Leighton Meester Q&A: Multi-threat hits Birchmere

December 22, 2024 | (Jason Fraley)

WASHINGTON — Look once and she’s on Broadway with James Franco in “Of Mice and Men.” Look twice and she’s on the silver screen with Robert Duvall in “The Judge.” Look a third time and she’s in a fashion magazine still obsessed with her Blair Waldorf wardrobe from TV’s “Gossip Girl.”

But right now, the multitalented Leighton Meester is touring the nation with her debut solo album, “Heartstrings,” a tour that kicks off Wednesday night at The Birchmere in Alexandria, Virginia.

The concert is her first time back in D.C. since she was 11 and her family stopped in Washington during a summer road trip from Florida to New York.

“We walked around for a really long time,” Meester tells WTOP. “I just really wore the wrong shoes and walked around for a really long time, and the entire rest of the summer when I was in New York … my feet had blisters all over them. So I had to deal with my D.C. feet for a long time.”

The shoes? Keds. The type? Heels missing from the back of the shoe. The store? Payless.

Yes, a lot has changed for Meester, who has enjoyed a lucrative career on stage, screen and airwaves, including pop collaborations with Robin Thicke and Cobra Starship. Still, between the money and the fame, something was missing for Meester, who yearned for personal expression through music.

“I love all my collaborations and everybody that I worked with prior, but (I prefer) just sitting with myself and having no self-judgement or worrying about if it’s going to sell or if people are going to hear it or relate to it or dance to it,” Meester says. “If I could envision making any kind of music on my own, it would always be this record and this sound. … It took a long time, but this is it.”

The “Heartstrings” album came out in late October. Since then, Meester has enjoyed a residency in Los Angeles, playing a regular gig every Tuesday in January.

One of her favorite tracks comes midway through the album. It’s called “L.A.,”a song she describes as “fun and chimey,” but with contradictory lyrics that are “sarcastic, lonely and desperate. ”

“I just end up with songs that are very ironic,” she says. “It’s like, ‘I love you, but not too much.’ ‘I need you, but go away.’ … The record itself is about loving but being guarded in that love and always worrying that maybe you won’t be loved back.”

Meester says the album’s singer/songwriter flavor was inspired by the likes of Bonnie Raitt, Joni Mitchell, Neil Young, Tori Amos, Kate Bush and Stevie Nicks.

“I think it’s a combination of being connected to the child in them and the insecurity and loneliness.”

If she’s connected to the child in her at The Birchmere, she might just leave D.C. with blistered feet.

“I’m wearing the same shoes,” she jokes.

Listen to the full interview below:

December 22, 2024 | (Jason Fraley)

Jason Fraley

Hailed by The Washington Post for “his savantlike ability to name every Best Picture winner in history," Jason Fraley began at WTOP as Morning Drive Writer in 2008, film critic in 2011 and Entertainment Editor in 2014, providing daily arts coverage on-air and online.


Directions —
Omit images. Retype all entries verbatim.

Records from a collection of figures
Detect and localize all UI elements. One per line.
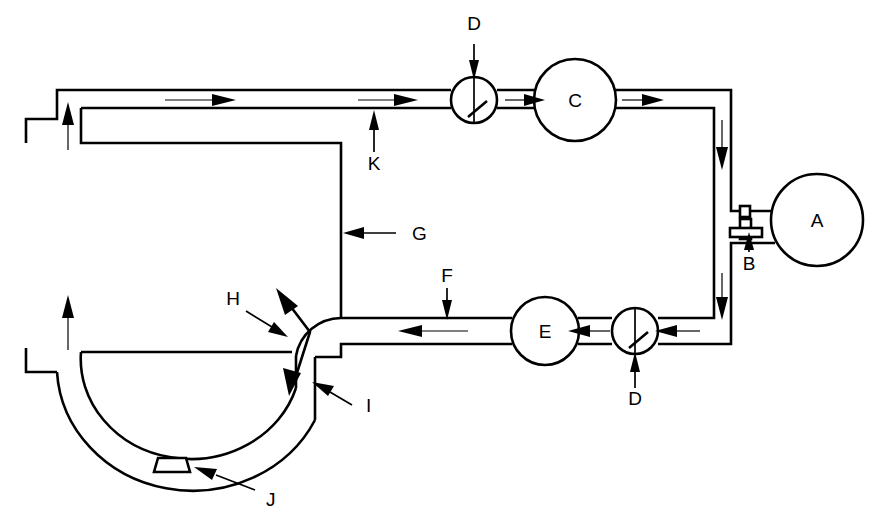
pump-chamber-C: C bbox=[534, 59, 616, 141]
jacketed-bowl bbox=[57, 318, 341, 491]
component-label-D-lower: D bbox=[628, 388, 642, 409]
component-label-G: G bbox=[412, 223, 427, 244]
flow-arrow-up-left-top bbox=[62, 102, 74, 150]
component-label-A: A bbox=[811, 210, 824, 231]
drain-port-J bbox=[154, 458, 190, 472]
component-label-F: F bbox=[441, 265, 453, 286]
label-leader-K: K bbox=[368, 110, 381, 174]
flow-arrow-down-right-1 bbox=[716, 120, 728, 170]
flow-arrow-left-bottom-3 bbox=[398, 325, 468, 337]
component-label-I: I bbox=[366, 395, 371, 416]
flow-arrow-right-top-2 bbox=[358, 94, 418, 106]
label-leader-G: G bbox=[343, 223, 427, 244]
label-leader-D-lower: D bbox=[628, 352, 642, 409]
component-label-D-upper: D bbox=[467, 13, 481, 34]
component-label-C: C bbox=[568, 90, 582, 111]
reservoir-tank-A: A bbox=[771, 174, 863, 266]
check-valve-D-lower bbox=[612, 308, 658, 354]
schematic-drawing: C E A bbox=[0, 0, 881, 531]
label-leader-I: I bbox=[312, 382, 371, 416]
component-label-K: K bbox=[368, 153, 381, 174]
flow-arrow-right-out-C bbox=[622, 94, 664, 106]
flow-arrow-bidirectional-H bbox=[276, 288, 310, 396]
flow-arrow-left-bottom-1 bbox=[655, 325, 700, 337]
flow-arrow-down-right-2 bbox=[716, 273, 728, 320]
check-valve-D-upper bbox=[451, 77, 497, 123]
component-label-E: E bbox=[539, 321, 552, 342]
flow-arrow-right-top-1 bbox=[165, 94, 236, 106]
flow-arrow-up-left-bottom bbox=[62, 295, 74, 350]
circuit-inner-wall bbox=[81, 108, 714, 318]
component-label-J: J bbox=[266, 489, 276, 510]
diagram-canvas: C E A bbox=[0, 0, 881, 531]
component-label-B: B bbox=[743, 253, 756, 274]
component-label-H: H bbox=[226, 288, 240, 309]
label-leader-D-upper: D bbox=[467, 13, 481, 80]
label-leader-F: F bbox=[441, 265, 453, 320]
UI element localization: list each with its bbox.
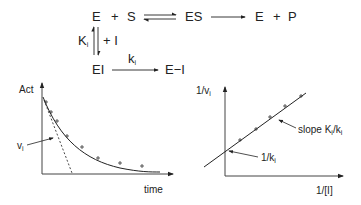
regression-line [204,93,306,167]
equilibrium-arrow [144,15,176,19]
vi-pointer-arrow [27,138,53,145]
left-ylabel: Act [19,85,33,95]
slope-pointer-arrow [279,120,296,128]
diagram-graphics [0,0,361,205]
species-E-product: E [255,10,264,23]
intercept-label: 1/ki [261,153,276,164]
ki-label: ki [128,52,136,66]
left-plot-axes [42,83,173,174]
species-S: S [127,10,136,23]
decay-curve [43,97,160,172]
vertical-equilibrium-arrow [94,27,98,55]
left-data-points [44,100,144,168]
right-xlabel: 1/[I] [316,186,333,196]
plus-sign: + [111,10,119,23]
species-EI: EI [92,63,104,76]
species-E-I: E−I [165,63,185,76]
species-P: P [288,10,297,23]
slope-label: slope Ki/ki [298,125,342,136]
plus-I-label: + I [103,34,118,47]
species-ES: ES [185,10,202,23]
intercept-pointer-arrow [229,151,258,157]
left-xlabel: time [144,185,163,195]
species-E: E [92,10,101,23]
vi-label: vi [17,141,24,152]
right-ylabel: 1/vi [196,86,211,97]
plus-sign-2: + [273,10,281,23]
Ki-label: Ki [78,34,88,48]
initial-rate-tangent [44,100,72,173]
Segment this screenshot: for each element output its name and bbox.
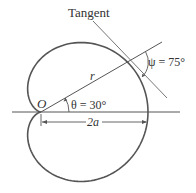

Output —
Detect and localize all UI elements. One per line.
pump-chamber-C: C bbox=[534, 59, 616, 141]
jacketed-bowl bbox=[57, 318, 341, 491]
component-label-D-lower: D bbox=[628, 388, 642, 409]
component-label-G: G bbox=[412, 223, 427, 244]
flow-arrow-up-left-top bbox=[62, 102, 74, 150]
component-label-A: A bbox=[811, 210, 824, 231]
drain-port-J bbox=[154, 458, 190, 472]
component-label-F: F bbox=[441, 265, 453, 286]
label-leader-K: K bbox=[368, 110, 381, 174]
flow-arrow-down-right-1 bbox=[716, 120, 728, 170]
flow-arrow-left-bottom-3 bbox=[398, 325, 468, 337]
component-label-I: I bbox=[366, 395, 371, 416]
flow-arrow-right-top-2 bbox=[358, 94, 418, 106]
label-leader-G: G bbox=[343, 223, 427, 244]
label-leader-D-lower: D bbox=[628, 352, 642, 409]
component-label-D-upper: D bbox=[467, 13, 481, 34]
component-label-C: C bbox=[568, 90, 582, 111]
reservoir-tank-A: A bbox=[771, 174, 863, 266]
check-valve-D-lower bbox=[612, 308, 658, 354]
schematic-drawing: C E A bbox=[0, 0, 881, 531]
label-leader-I: I bbox=[312, 382, 371, 416]
component-label-K: K bbox=[368, 153, 381, 174]
flow-arrow-right-out-C bbox=[622, 94, 664, 106]
flow-arrow-bidirectional-H bbox=[276, 288, 310, 396]
flow-arrow-left-bottom-1 bbox=[655, 325, 700, 337]
flow-arrow-down-right-2 bbox=[716, 273, 728, 320]
check-valve-D-upper bbox=[451, 77, 497, 123]
component-label-E: E bbox=[539, 321, 552, 342]
flow-arrow-right-top-1 bbox=[165, 94, 236, 106]
flow-arrow-up-left-bottom bbox=[62, 295, 74, 350]
circuit-inner-wall bbox=[81, 108, 714, 318]
component-label-J: J bbox=[266, 489, 276, 510]
diagram-canvas: C E A bbox=[0, 0, 881, 531]
component-label-B: B bbox=[743, 253, 756, 274]
component-label-H: H bbox=[226, 288, 240, 309]
label-leader-D-upper: D bbox=[467, 13, 481, 80]
label-leader-F: F bbox=[441, 265, 453, 320]
UI element localization: list each with its bbox.
regression-line [204,93,306,167]
equilibrium-arrow [144,15,176,19]
vi-pointer-arrow [27,138,53,145]
left-ylabel: Act [19,85,33,95]
slope-pointer-arrow [279,120,296,128]
diagram-graphics [0,0,361,205]
species-E-product: E [255,10,264,23]
intercept-label: 1/ki [261,153,276,164]
ki-label: ki [128,52,136,66]
left-plot-axes [42,83,173,174]
species-S: S [127,10,136,23]
decay-curve [43,97,160,172]
vertical-equilibrium-arrow [94,27,98,55]
left-data-points [44,100,144,168]
right-xlabel: 1/[I] [316,186,333,196]
plus-sign: + [111,10,119,23]
species-EI: EI [92,63,104,76]
species-E-I: E−I [165,63,185,76]
species-P: P [288,10,297,23]
slope-label: slope Ki/ki [298,125,342,136]
plus-I-label: + I [103,34,118,47]
species-ES: ES [185,10,202,23]
intercept-pointer-arrow [229,151,258,157]
left-xlabel: time [144,185,163,195]
species-E: E [92,10,101,23]
vi-label: vi [17,141,24,152]
right-ylabel: 1/vi [196,86,211,97]
plus-sign-2: + [273,10,281,23]
Ki-label: Ki [78,34,88,48]
initial-rate-tangent [44,100,72,173]
Segment this screenshot: for each element output its name and bbox.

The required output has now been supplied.